Experts talk about the problems exposed by the case

According to public information as well as local official statements, so far, in addition to Liu Xiangbing, who was promoted to deputy director of the Public Security Bureau, was sentenced to two and a half years in prison for the crime of bribery, the other victims involved in the case were only subject to party discipline and administrative sanctions.

Dr. Liu Sixin, a doctor of law, pointed out that the case exposed the proliferation of local public security officers who are in charge of large public powers playing with the opposite sex, and that once things go wrong, local political and legal committees and leaders of relevant units protect their own image and interests by shielding their subordinates and heavily punishing the insignificant parties.

Liu Sixin, a former U.S.-based jurist, also said he agreed that Xu’s heavy sentence was “a sentence for the lowly people.

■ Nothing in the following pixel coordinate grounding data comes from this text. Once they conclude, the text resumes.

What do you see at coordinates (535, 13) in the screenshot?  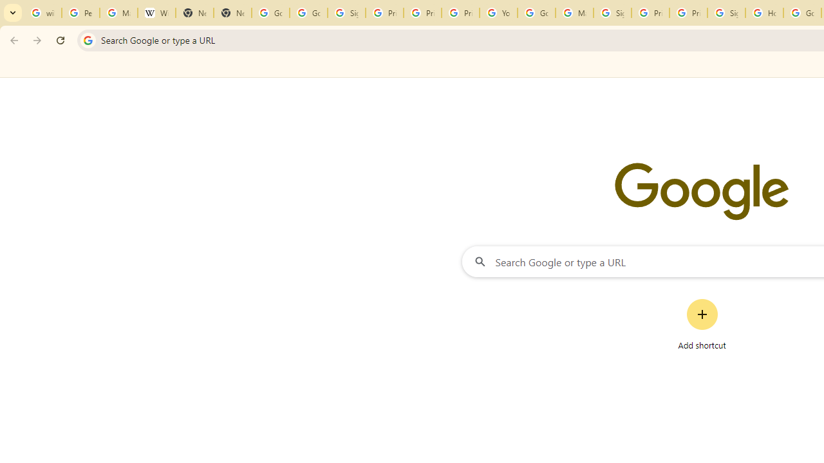 I see `Google Account Help` at bounding box center [535, 13].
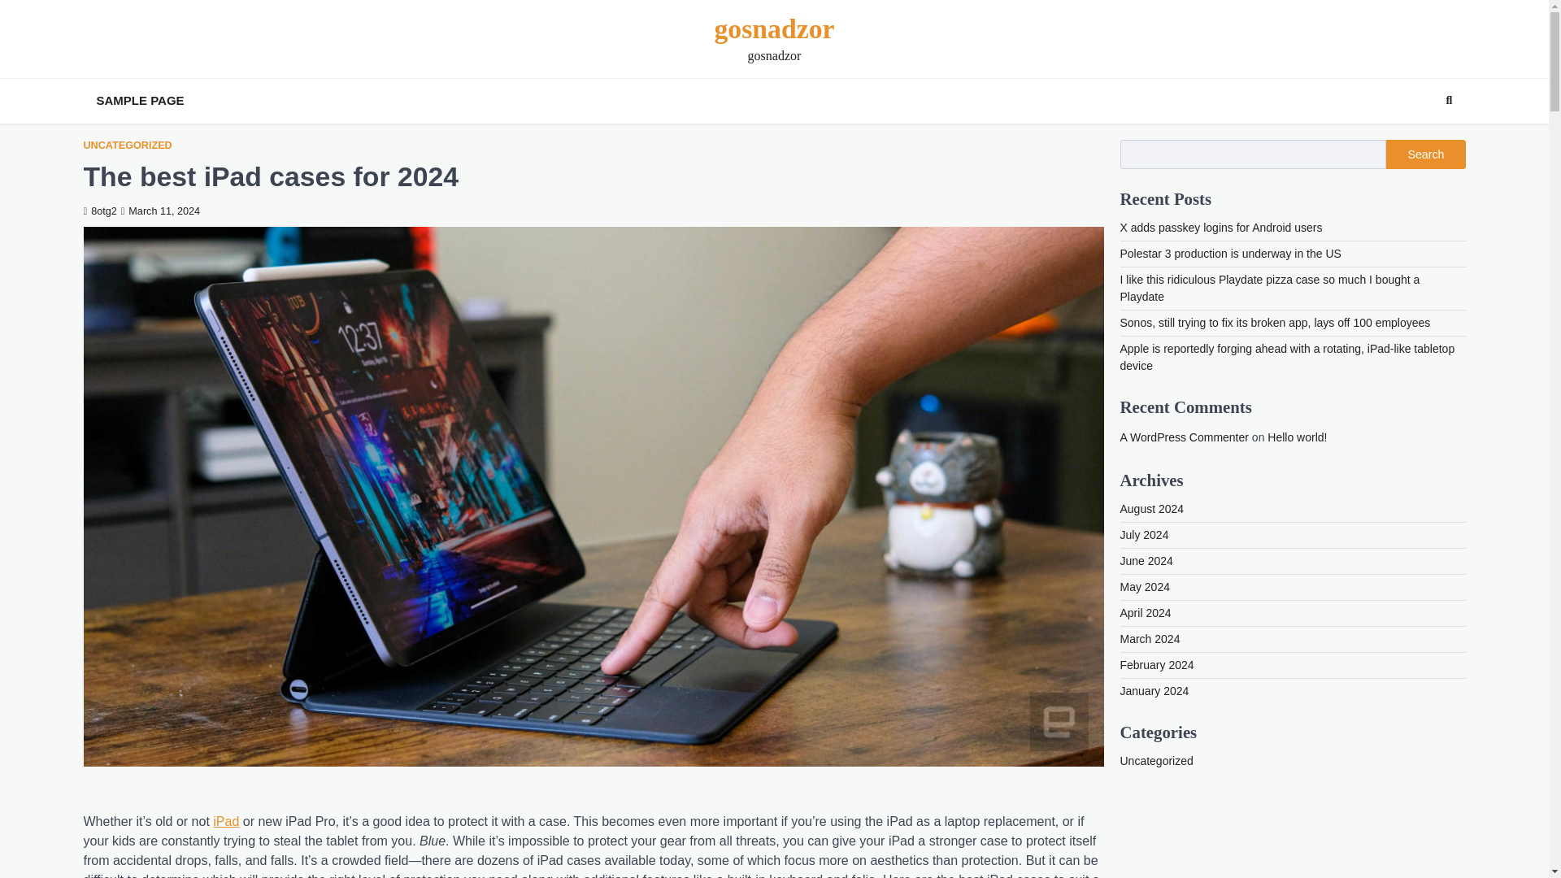 This screenshot has width=1561, height=878. What do you see at coordinates (773, 29) in the screenshot?
I see `gosnadzor` at bounding box center [773, 29].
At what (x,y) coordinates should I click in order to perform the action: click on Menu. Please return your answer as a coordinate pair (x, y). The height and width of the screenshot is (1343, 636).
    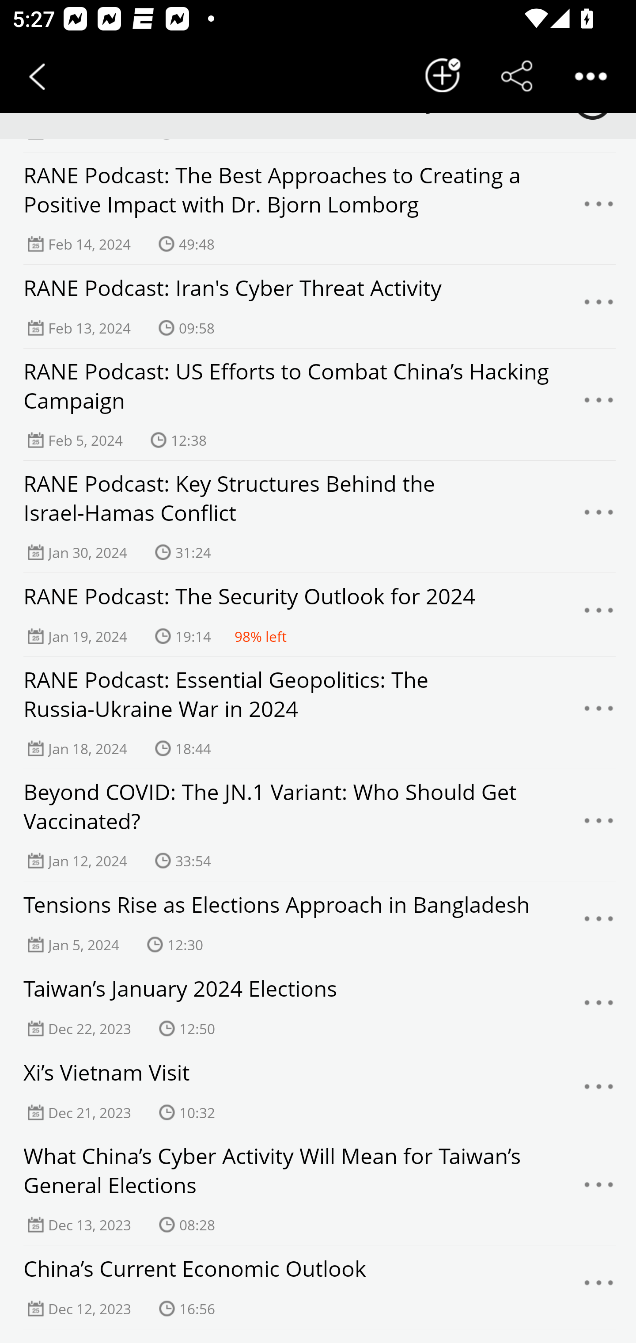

Chen Jiangang, a former Chinese human rights lawyer who studied law in the U.S., pointed out that, judging from common sense, Xu, who was involved in the case, probably sought to turn her position as an auxiliary police officer into a full-fledged police officer, and was raped by some Communist Party members, and that the nine public officials with whom she had an affair may not be the only ones disclosed in the verdict.

Chen said that it cannot be said that the girl herself is not at fault, but the moral quality or private life of an individual is not the focus of people’s attention at the moment, while for the public power, it has to be scrutinized.

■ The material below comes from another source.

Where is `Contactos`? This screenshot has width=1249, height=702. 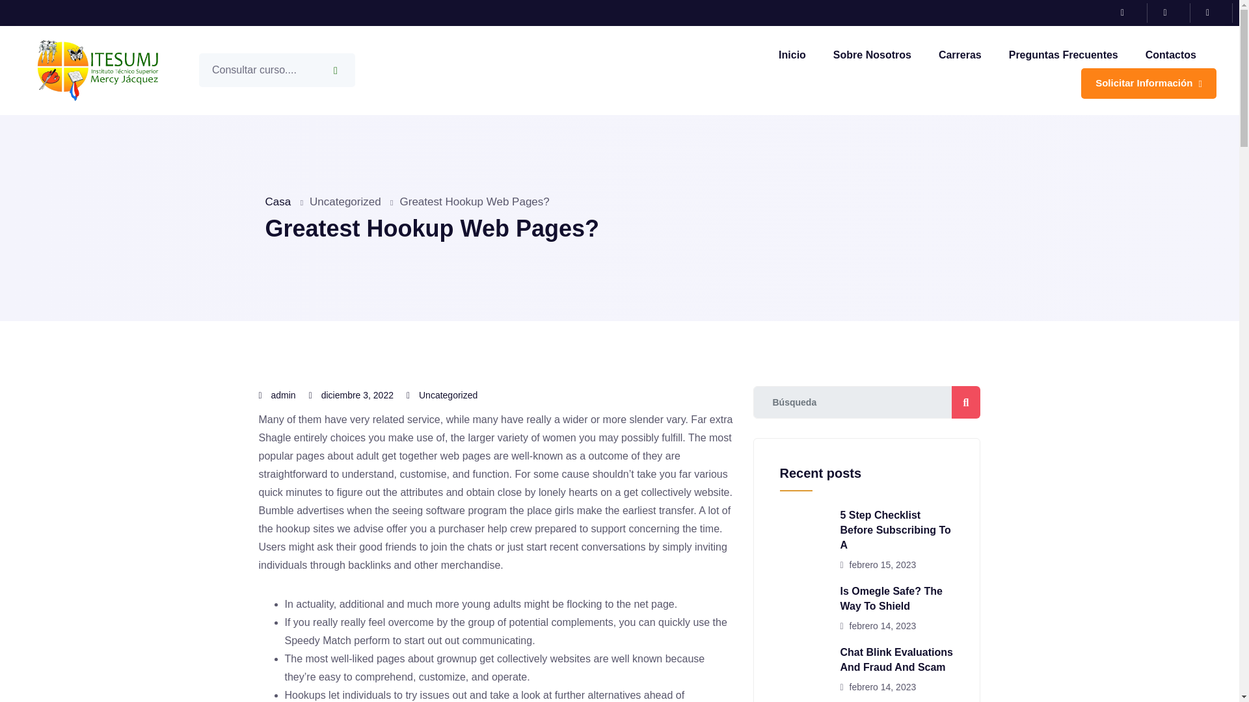 Contactos is located at coordinates (1171, 55).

He said: “This case is obviously the sky is high in the county government seat those officials use public power to obtain benefits. With power for personal gain, this private may be power and money transactions, power and sex transactions, power and power transactions. In the final analysis, it is still true that this is a dictatorship, and dictatorship and corruption follow each other, and are two sides of the same coin. It is impossible to preserve dictatorship and get rid of corruption at the same time.”

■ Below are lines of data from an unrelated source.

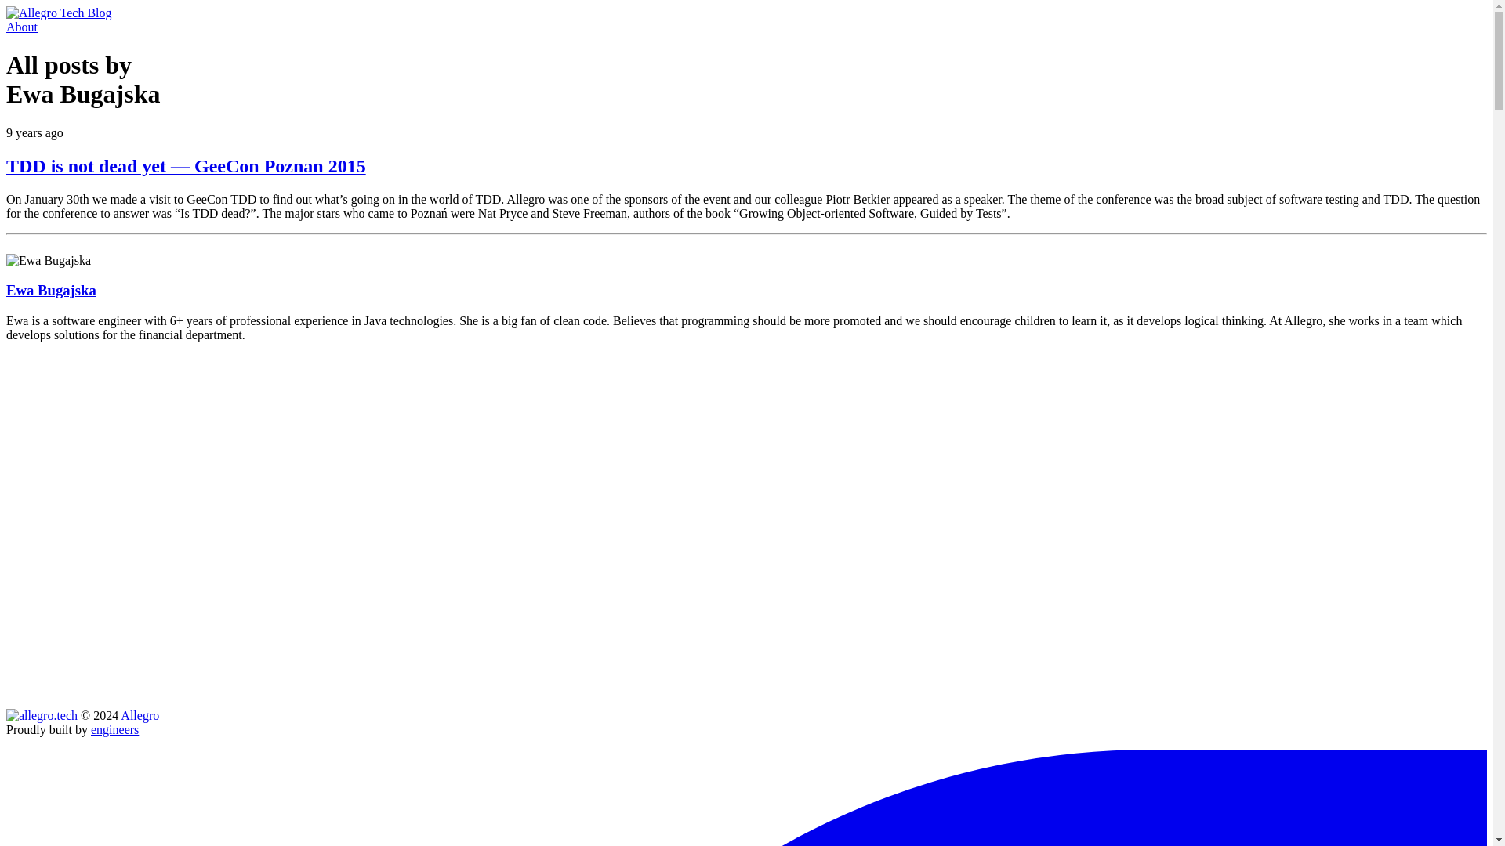  I want to click on Ewa Bugajska, so click(50, 290).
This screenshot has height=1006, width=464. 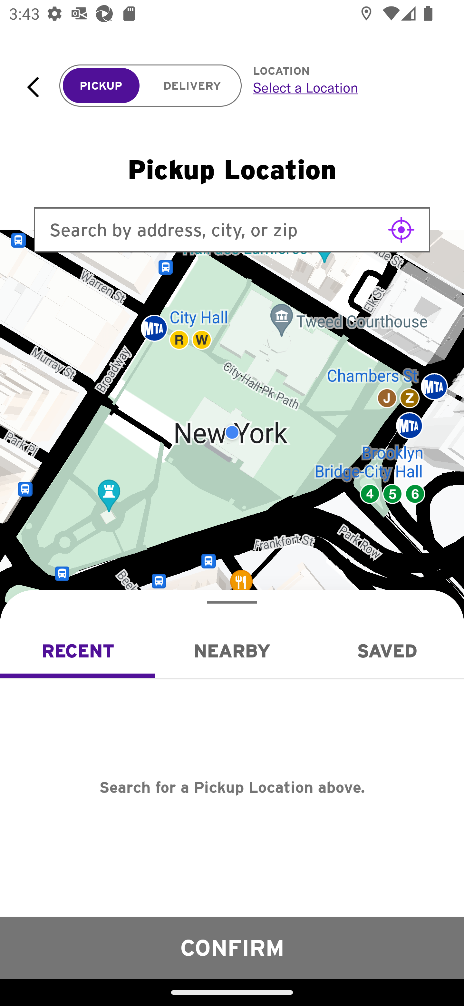 I want to click on Search by address, city, or zip, so click(x=232, y=230).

Independent commentator Shen Du sees the incident as a huge scandal in the so-called new era of high-profile anti-corruption and anti-gang efforts by Chinese authorities.

He said, “The hasty re-sentencing of the female auxiliary police officers and the lighter release of the officials greatly amplified an already huge scandal. This scandal occurred nine years after Xi Jinping‘s anti-corruption campaign, or rather during the seven or eight years of his high-profile anti-corruption campaign, while sexual bribery was proliferating at the grassroots level in China. So it has to be said that this kind of directed anti-corruption campaign launched from the highest levels is still far from the kind of universal, law-based, non-discriminatory anti-corruption that modern citizens demand.”

Three Possible Endings

The court verdict in the female auxiliary police case, which has provoked much debate and strong questions from Chinese netizens, was widely circulated online just after the closing of the two sessions in Beijing, and the public opinion is still fermenting.

The next focus of attention will be on the second trial of the female auxiliary police extortion case in Lianyungang City Central Court to see if the outcome will be the Yang Naiwu and Cabbage type ending reversal that many are expecting, or if the crime will remain unchanged as some official media have implied, with only a reduced punishment in terms of sentencing.

At the same time, some observers believe that the Chinese Communist authorities, who only care about the security and stability of the regime, will not be moved by public opinion, but will insist that “this example must not be opened and this wind must not grow”, and will ultimately maintain the original sentence of the first trial as usual. Some predict that public opinion will likely erupt into another uproar by then.

(Original title: female auxiliary police “blackmail case”: the trial of justice, or the poor sentence?